Rate Limiting
Rate Limiting controls how many requests a client can make to an API in a given time window — protecting infrastructure from abuse, ensuring fair access among customers, and enforcing pricing tiers. Every major AI API enforces rate limits in multiple dimensions: requests per minute (RPM), tokens per minute (TPM), tokens per day, and sometimes concurrent connections. Rate limits scale with usage tier — paid customers, higher tiers, and enterprise contracts get higher limits than free or starter tiers. OpenAI publishes tier-based limits (Tier 1 through Tier 5), Anthropic uses similar tiered approaches, and other providers follow comparable patterns. Hitting rate limits in production causes 429 HTTP errors that applications must handle gracefully — typically through exponential backoff retries, request queuing, or load balancing across multiple API keys and providers. Tools like the various LLM gateway products (LangChain, Helicone, OpenRouter, Portkey) help abstract rate-limit handling. AI governance, AI compliance, and AI risk management programs include rate-limit handling in resilience reviews supporting responsible AI through reliable enterprise AI operations.
Centralpoint Routes Around Rate Limits: Oxcyon's Centralpoint AI Governance Platform fails over between providers when rate limits trigger — OpenAI, Gemini, Claude, Llama, and embedded models. Centralpoint meters consumption, keeps prompts and skills on-prem, and embeds resilient chatbots into your portals via a single JavaScript line.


All of the records below must be reproduced exactly, minus any pictures.
Segment Start: Data provided
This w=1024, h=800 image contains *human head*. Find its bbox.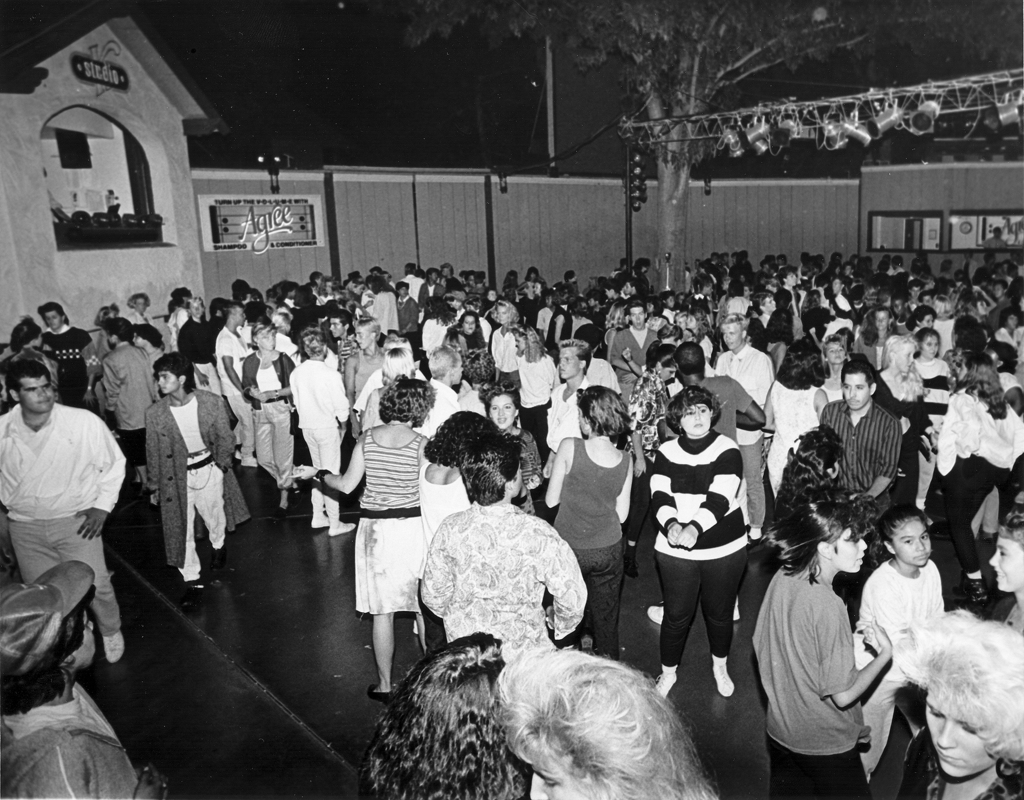
<bbox>722, 275, 730, 292</bbox>.
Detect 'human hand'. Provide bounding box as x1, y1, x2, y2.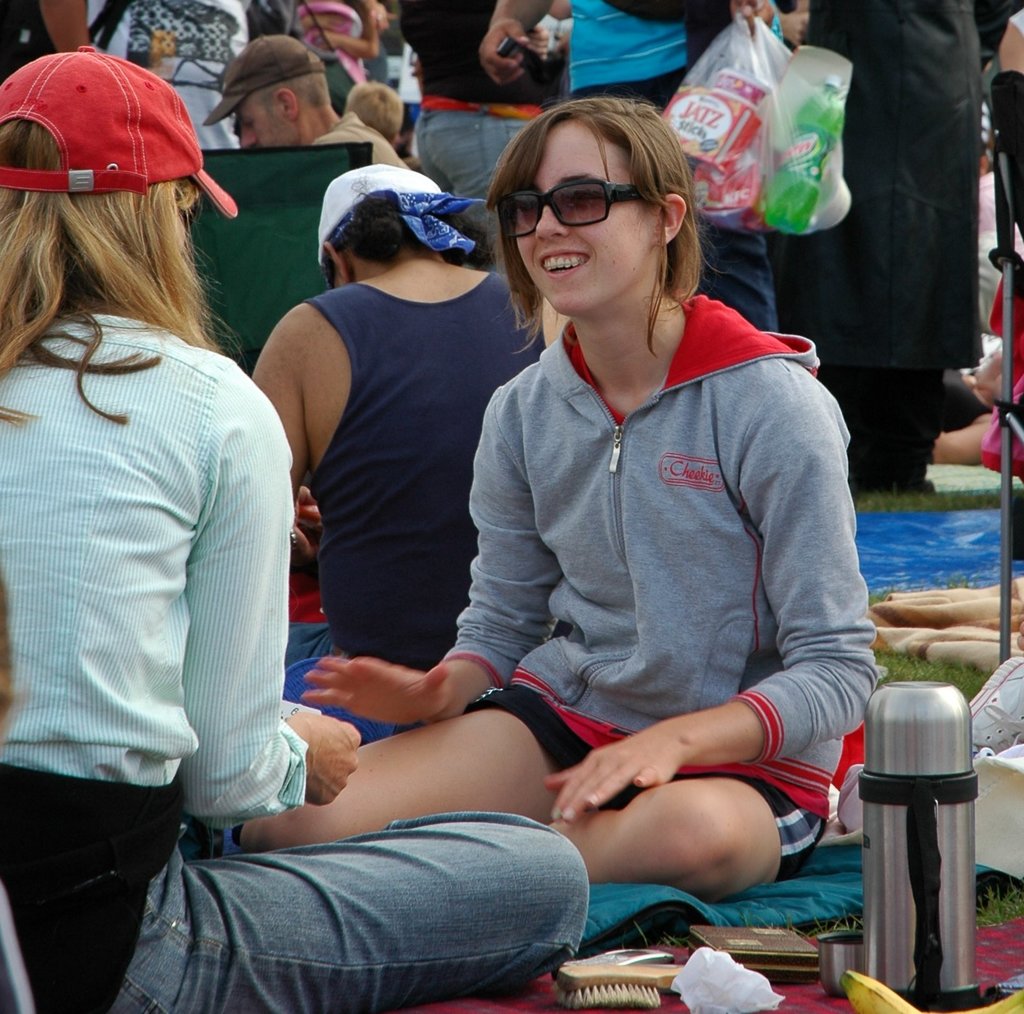
283, 707, 361, 809.
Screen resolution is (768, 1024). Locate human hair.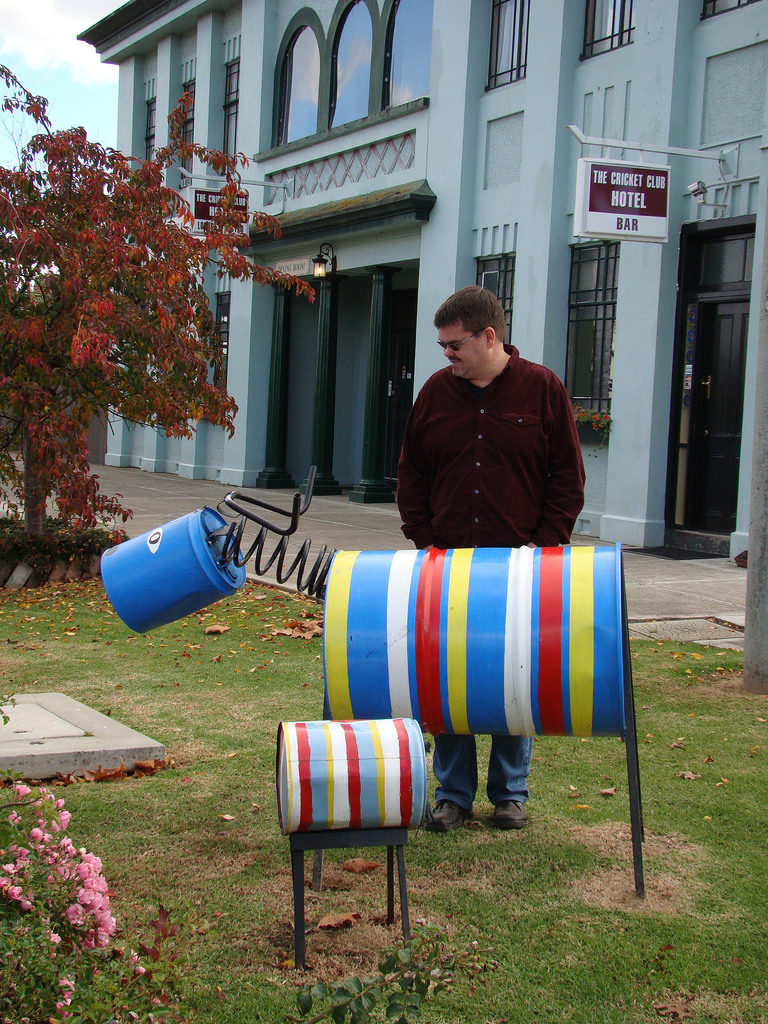
region(433, 284, 511, 350).
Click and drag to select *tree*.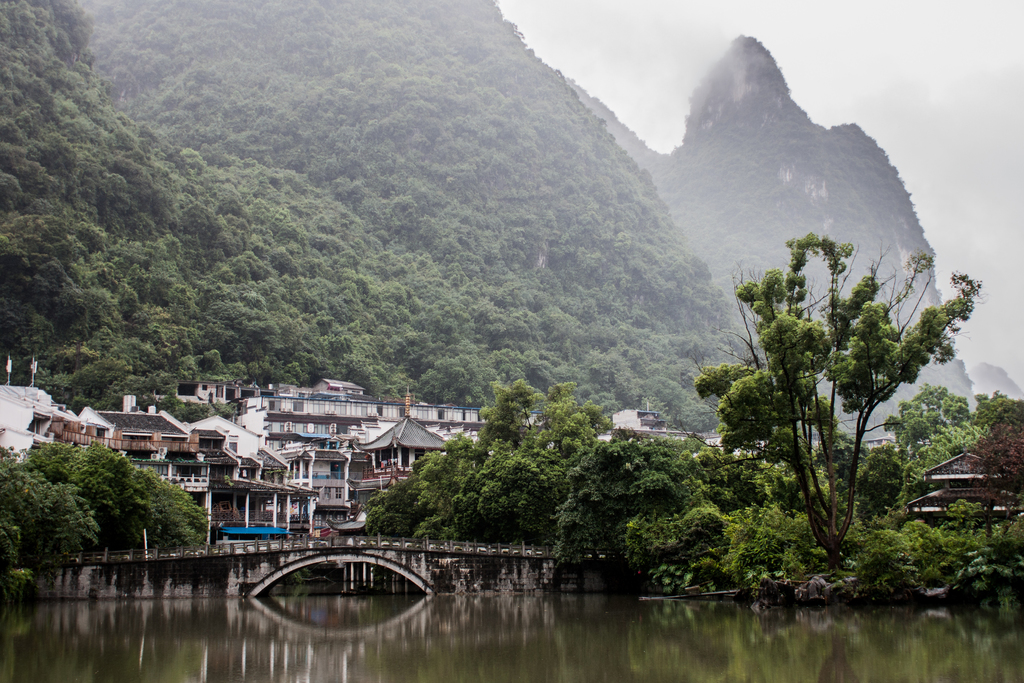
Segment End: Data provided
*Worked solution*
This w=1024, h=800 image contains *human head*. Find its bbox.
<bbox>722, 275, 730, 292</bbox>.
Detect 'human hand'. Provide bounding box as x1, y1, x2, y2.
283, 707, 361, 809.
Screen resolution is (768, 1024). Locate human hair.
region(433, 284, 511, 350).
Click and drag to select *tree*.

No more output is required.